Virtual oneshot daemons finish when all their dependencies are finished, and exit 0 (success) if every non-optional dependency finished successfully, otherwise they exit 3 (failed).
The default type is daemon.
- unset property
- Reset the given property to its default value.
ENVIRONMENT
Daemons inherit their environment from init(8) with this additional environment:
FILES
- /etc/init/
- Daemon configuration for the local system (first in search path).
- /etc/init/default
- The configuration file for the default daemon.
- /etc/init/local
- The configuration file for the local daemon which depends on the installation's local daemons.
- /share/init/
- Default daemon configuration provided by the operating system (second in search path).
- /var/log/
- Daemon log files.
EXAMPLES
Configuring a daemon to start on boot
The local system can be configured to start the exampled daemon by creating /etc/init/local with the following contents:
require exampled optional
Additional lines can be included for any daemon you wish to start. The optional flag means the local daemon doesn't fail if the daemon fails. The top level daemons (multi-user, single-user, ...) fails if the local daemon fails, which will shut down the operating system. The optional flag should only be omitted if a local daemon is critical and the boot should fail if the daemon fails.

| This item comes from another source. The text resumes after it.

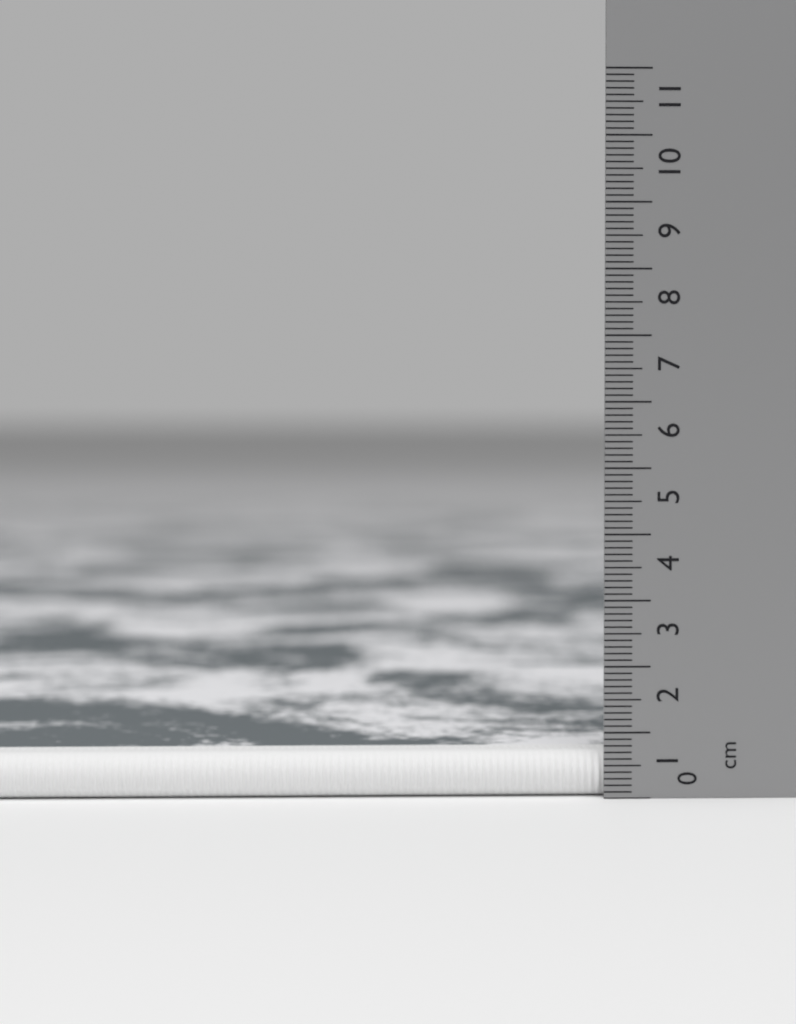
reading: 0.7 cm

Disable network auto-configuration (DHCP)
The network daemon depends by default on dhclient, which does DHCP configuration of the network. This dependency can be removed by creating /etc/init/network with the following contents:
furthermore unset require dhclient
This example extends the existing configuration in /share/init/network by removing a dependency.
Creating a new daemon
The exampled daemon, which depends on the food, bard, and quxd daemons and whose program file is called exampled, can then be configured by creating /etc/init/exampled with the following contents:
require food require bard require quxd exec exampled
Changing the log format
The default log format of daemons and init(8)'s own can be set by setting the properties in /etc/init/default. A few examples:
log-format full log-method append
Uses the full log format and grows the log without limit, never losing data unless the filesystem space is exhausted.

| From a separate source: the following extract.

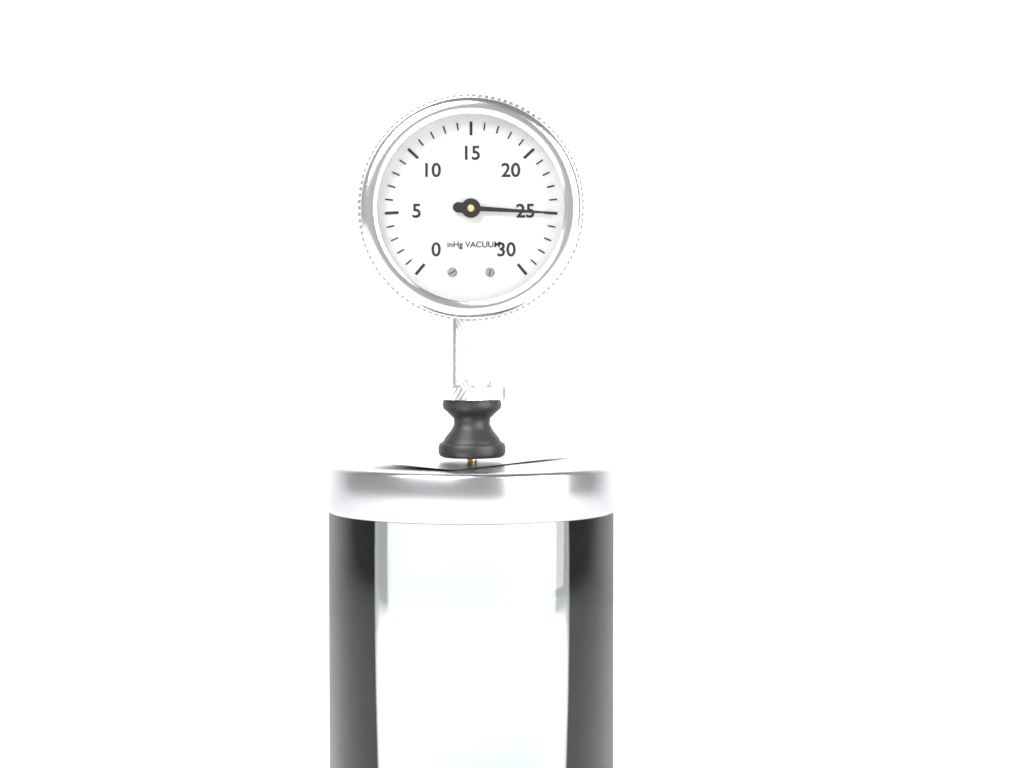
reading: 25 inHg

log-control-messages false log-format none log-method rotate log-rotate-on-start true
Provides plain rotated log files, by disabling control messages from init(8) about starting/stopping the daemon, turning off log metadata, and also rotates the log when the deamon is started.

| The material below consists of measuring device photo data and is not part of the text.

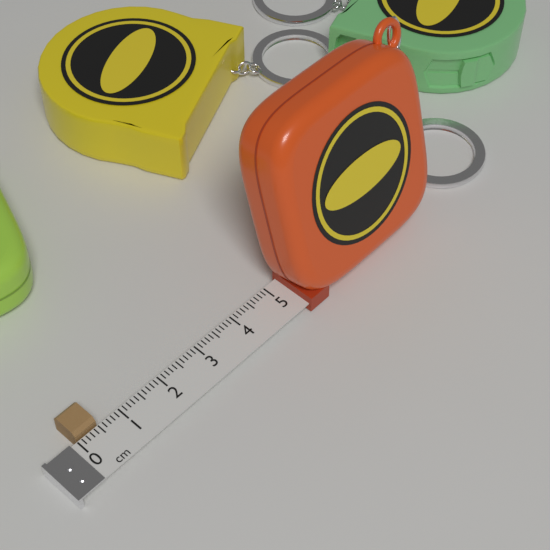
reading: 0.5 cm
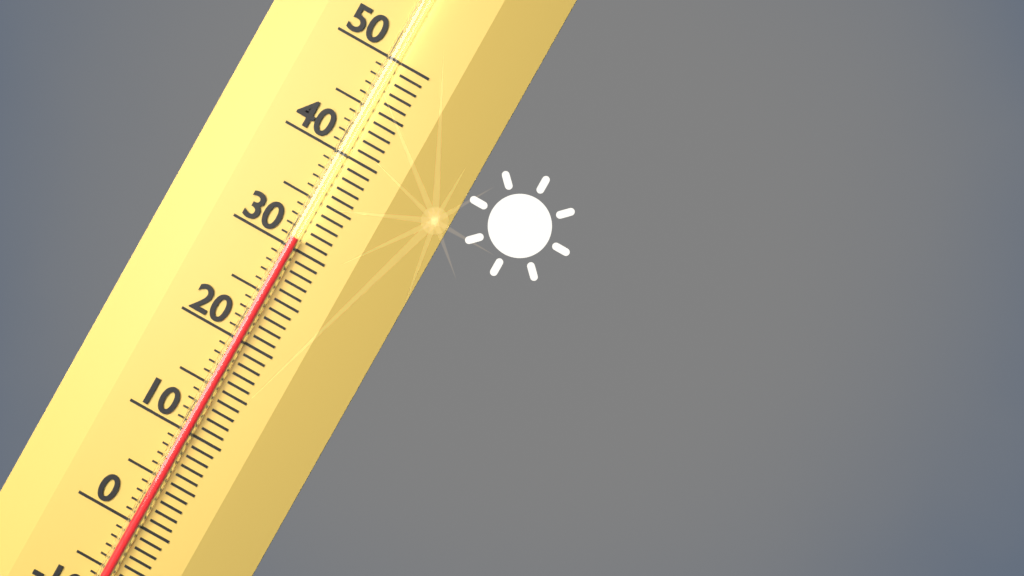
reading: 31 (no unit)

Configuring a multi-user system
The system can be configured to boot into multi-user mode by creating /etc/init/default with the following contents:
require multi-user exit-code
Configuring an unattended system
A fully unattended system that only starts the base system and the exampled daemon, shutting down when the exampled daemon finishes, can be done by first creating /etc/init/default with the following contents:
require no-user exit-code
And then secondly creating /etc/init/local with the following contents:
require exampled exit-code
SEE ALSO
BUGS
The control messages mentioned in log-control-messages aren't implemented yet.
The tty property isn't implemented yet and must be tty1 if set.